Monday, November 24, 2014

Link Dump - Brain, Neuroscience, and Mental Health

Here are a few links that have been hanging around in my browser for the last few days (or weeks). Hope you find them interesting - follow the title links to read the whole article.

How to Study the Brain


6112-Marcus
Stuart Bradford 
for The Chronicle Review


And that is a good thing. On virtually any account, neuroscience needs more data—a lot more data—than it has.

To begin with, we desperately need a parts list for the brain. The varied multitude of cells in the human brain have names like "pyramidal cells," "basket cells," and "chandelier cells," based on their physical structures. But we don’t know exactly how many cell types there are—some, like Cajal-Retzius cells (which play a role in brain development) are quite rare. And we know neither what all these different cell types do nor why there are so many. Until we have a fuller understanding of the parts list, we can hardly expect to understand how the brain as a whole functions.

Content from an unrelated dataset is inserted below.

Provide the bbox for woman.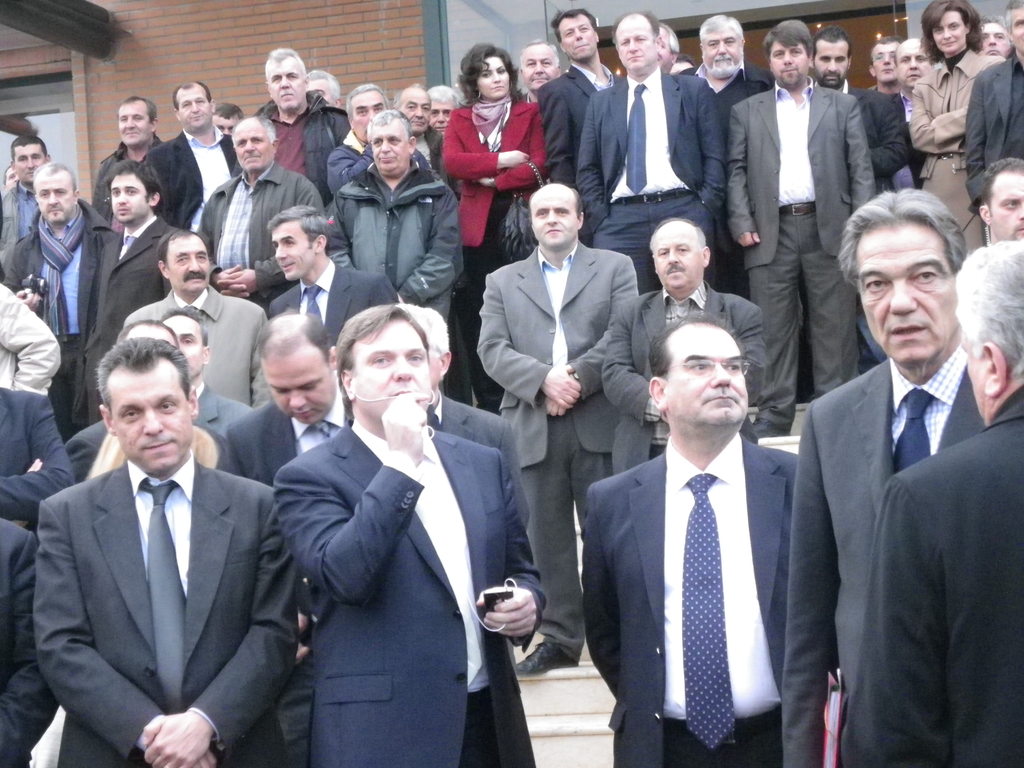
(442, 44, 546, 407).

A double exposure of weakly electric fish with recordings of brain activity. Credit Béatrice de Géa for The New York Times

Research on the brain is surging. The United States and the European Union have launched new programs to better understand the brain. Scientists are mapping parts of mouse, fly and human brains at different levels of magnification. Technology for recording brain activity has been improving at a revolutionary pace.

The National Institutes of Health, which already spends $4.5 billion a year on brain research, consulted the top neuroscientists in the country to frame its role in an initiative announced by President Obama last year to concentrate on developing a fundamental understanding of the brain.
Scientists have puzzled out profoundly important insights about how the brain works, like the way the mammalian brain navigates and remembers places, work that won the 2014 Nobel Prize in Physiology or Medicine for a British-American and two Norwegians.

Yet the growing body of data — maps, atlases and so-called connectomes that show linkages between cells and regions of the brain — represents a paradox of progress, with the advances also highlighting great gaps in understanding.